0

This might seem a basic question but please bear with me.

I need to develop a multi-threaded program which has numerous threads waiting for the main to assign them work (something along the lines of a producer consumer thread). I have condition variables to alert the threads to stop waiting and start working and then go back to wait state. I have a mutex on the condition variable which would be locked and under the control of the main thread. I call function def() on worker threads.

Main thread

    int def(int y)
   {
    // Signal the worker threads to stop waiting and start working
    pthread_cond_signal(&condvar);
    pthread_mutex_lock(&mutex);
    pthread_cond_wait(&condvar1, &mutex);
    pthread_mutex_unlock(&mutex);
    fprintf(stderr, "\nInside the thread");
    return 0;

   }



int init()
    {
    // Initialize the thread condition variables
        pthread_mutex_init(&mutex, NULL);
        pthread_cond_init(&condvar, NULL);
        pthread_cond_init(&condvar1, NULL);
        int x=0;

        if(pthread_create(&mythread, NULL, abc, &x)) {
                fprintf(stderr, "Error creating thread\n");

        }

        return 0;
   }

My issue is that the program is time sensitive and lock instructions take a few thousand nanoseconds.

My question is that can i interact with the threads and keep them waiting without using mutex locks? I have independent worker threads which do not access each other's data. The main and the worker thread pass each other data.

What is the correct way to go about it?

JRD
  • 37
  • 2
  • What have you tried other than mutexes and condition variables? You can use semaphores. You can use a [pipe](http://pubs.opengroup.org/onlinepubs/9699919799/functions/pipe.html) as a queue for distributing work (write a pointer value to the pipe, worker threads read the pointer value from the pipe). You can try lock-free queues (while those [tend not to work very well](https://stackoverflow.com/questions/43540943/using-boost-lockfree-queue-is-slower-than-using-mutexes), maybe they'll work well for you). There is no "correct way". – Andrew Henle Aug 16 '18 at 10:36

1 Answers1

0

The reason to use a mutex :

A condition variable must always be associated with a mutex, to avoid the race condition where a thread prepares to wait on a condition variable and another thread signals the condition just before the first thread actually waits on it.

You should use it before pthread_cond_signal and before pthread_cond_wait.

I guess you don't need a condition variable.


(Exercise requirements) From the data below, copy each line that includes the word "digit".

Data provided Block Start

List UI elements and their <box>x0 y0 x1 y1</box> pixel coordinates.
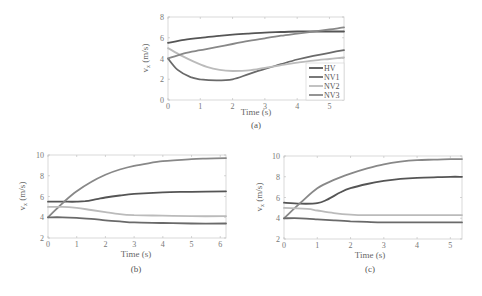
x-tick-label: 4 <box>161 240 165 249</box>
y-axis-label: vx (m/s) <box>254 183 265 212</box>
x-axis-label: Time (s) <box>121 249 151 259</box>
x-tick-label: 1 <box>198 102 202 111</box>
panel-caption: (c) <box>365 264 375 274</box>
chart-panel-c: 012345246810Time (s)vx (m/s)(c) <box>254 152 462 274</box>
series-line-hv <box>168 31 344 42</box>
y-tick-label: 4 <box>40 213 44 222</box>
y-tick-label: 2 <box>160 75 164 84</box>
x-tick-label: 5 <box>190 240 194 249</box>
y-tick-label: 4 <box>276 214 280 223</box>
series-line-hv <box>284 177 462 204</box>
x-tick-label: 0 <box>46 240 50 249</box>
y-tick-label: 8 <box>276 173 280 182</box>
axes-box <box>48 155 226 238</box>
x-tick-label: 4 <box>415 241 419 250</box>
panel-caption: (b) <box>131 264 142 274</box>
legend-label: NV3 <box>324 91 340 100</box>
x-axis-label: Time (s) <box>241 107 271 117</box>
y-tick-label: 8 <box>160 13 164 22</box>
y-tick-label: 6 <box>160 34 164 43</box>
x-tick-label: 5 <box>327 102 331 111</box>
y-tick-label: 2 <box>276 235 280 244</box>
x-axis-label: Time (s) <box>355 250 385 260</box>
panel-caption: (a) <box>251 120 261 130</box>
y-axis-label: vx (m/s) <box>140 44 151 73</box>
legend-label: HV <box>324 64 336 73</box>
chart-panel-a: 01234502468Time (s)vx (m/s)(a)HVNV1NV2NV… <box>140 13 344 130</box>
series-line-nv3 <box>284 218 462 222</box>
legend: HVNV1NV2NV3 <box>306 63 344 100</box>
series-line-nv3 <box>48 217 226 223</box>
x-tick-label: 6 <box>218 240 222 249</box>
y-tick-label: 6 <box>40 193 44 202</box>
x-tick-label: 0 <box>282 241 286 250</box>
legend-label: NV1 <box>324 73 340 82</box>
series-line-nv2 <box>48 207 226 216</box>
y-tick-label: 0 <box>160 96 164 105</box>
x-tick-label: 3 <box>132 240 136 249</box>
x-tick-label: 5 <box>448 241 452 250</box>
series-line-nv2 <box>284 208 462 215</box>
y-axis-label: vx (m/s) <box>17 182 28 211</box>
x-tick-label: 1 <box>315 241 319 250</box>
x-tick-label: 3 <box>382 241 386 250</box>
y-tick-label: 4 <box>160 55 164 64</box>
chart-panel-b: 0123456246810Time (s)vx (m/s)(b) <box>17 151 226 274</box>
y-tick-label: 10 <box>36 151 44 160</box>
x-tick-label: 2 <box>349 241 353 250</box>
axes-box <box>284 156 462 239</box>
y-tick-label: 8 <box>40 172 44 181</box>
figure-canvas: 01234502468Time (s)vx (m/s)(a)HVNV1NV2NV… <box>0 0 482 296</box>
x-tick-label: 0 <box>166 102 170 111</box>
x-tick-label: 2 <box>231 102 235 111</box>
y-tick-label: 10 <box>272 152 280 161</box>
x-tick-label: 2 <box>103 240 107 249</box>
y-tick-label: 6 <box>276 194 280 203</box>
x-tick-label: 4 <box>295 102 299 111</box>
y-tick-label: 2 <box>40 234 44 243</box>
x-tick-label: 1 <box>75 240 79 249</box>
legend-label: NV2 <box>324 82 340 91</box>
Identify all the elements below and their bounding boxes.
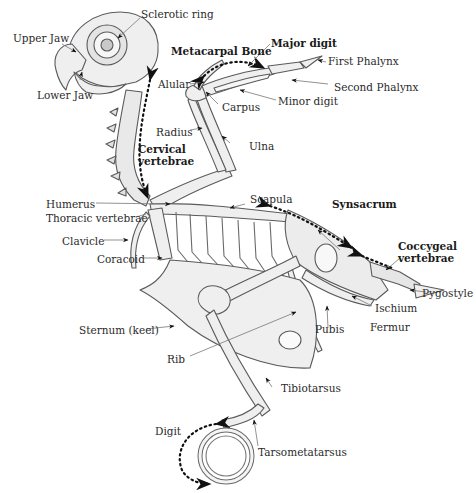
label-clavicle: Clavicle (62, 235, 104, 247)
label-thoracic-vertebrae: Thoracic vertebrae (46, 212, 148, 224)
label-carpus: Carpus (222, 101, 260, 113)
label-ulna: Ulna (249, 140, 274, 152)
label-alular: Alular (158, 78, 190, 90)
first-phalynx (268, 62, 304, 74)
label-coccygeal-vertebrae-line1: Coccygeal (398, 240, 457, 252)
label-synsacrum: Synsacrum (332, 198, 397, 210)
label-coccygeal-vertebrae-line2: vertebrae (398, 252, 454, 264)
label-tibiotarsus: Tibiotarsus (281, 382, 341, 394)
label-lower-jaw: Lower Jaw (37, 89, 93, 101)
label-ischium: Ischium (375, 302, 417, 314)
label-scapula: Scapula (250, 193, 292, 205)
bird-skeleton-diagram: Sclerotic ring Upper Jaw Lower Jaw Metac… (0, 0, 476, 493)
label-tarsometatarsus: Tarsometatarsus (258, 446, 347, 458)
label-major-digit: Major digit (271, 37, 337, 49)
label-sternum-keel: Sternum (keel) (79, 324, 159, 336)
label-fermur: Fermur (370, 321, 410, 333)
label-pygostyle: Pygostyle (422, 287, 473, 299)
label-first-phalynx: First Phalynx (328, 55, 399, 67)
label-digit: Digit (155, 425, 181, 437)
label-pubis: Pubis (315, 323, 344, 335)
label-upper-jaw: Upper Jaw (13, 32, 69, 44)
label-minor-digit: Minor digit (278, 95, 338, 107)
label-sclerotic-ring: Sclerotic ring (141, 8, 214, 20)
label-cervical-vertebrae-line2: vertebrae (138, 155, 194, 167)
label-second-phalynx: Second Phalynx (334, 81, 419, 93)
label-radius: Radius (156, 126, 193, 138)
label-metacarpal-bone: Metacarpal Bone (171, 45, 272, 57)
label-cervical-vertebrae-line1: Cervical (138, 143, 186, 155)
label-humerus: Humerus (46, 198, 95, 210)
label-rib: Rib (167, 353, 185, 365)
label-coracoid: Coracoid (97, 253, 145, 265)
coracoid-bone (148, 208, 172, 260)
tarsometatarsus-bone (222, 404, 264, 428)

Data provided Block End

(Output for this task)
label-major-digit: Major digit (271, 37, 337, 49)
label-digit: Digit (155, 425, 181, 437)
label-minor-digit: Minor digit (278, 95, 338, 107)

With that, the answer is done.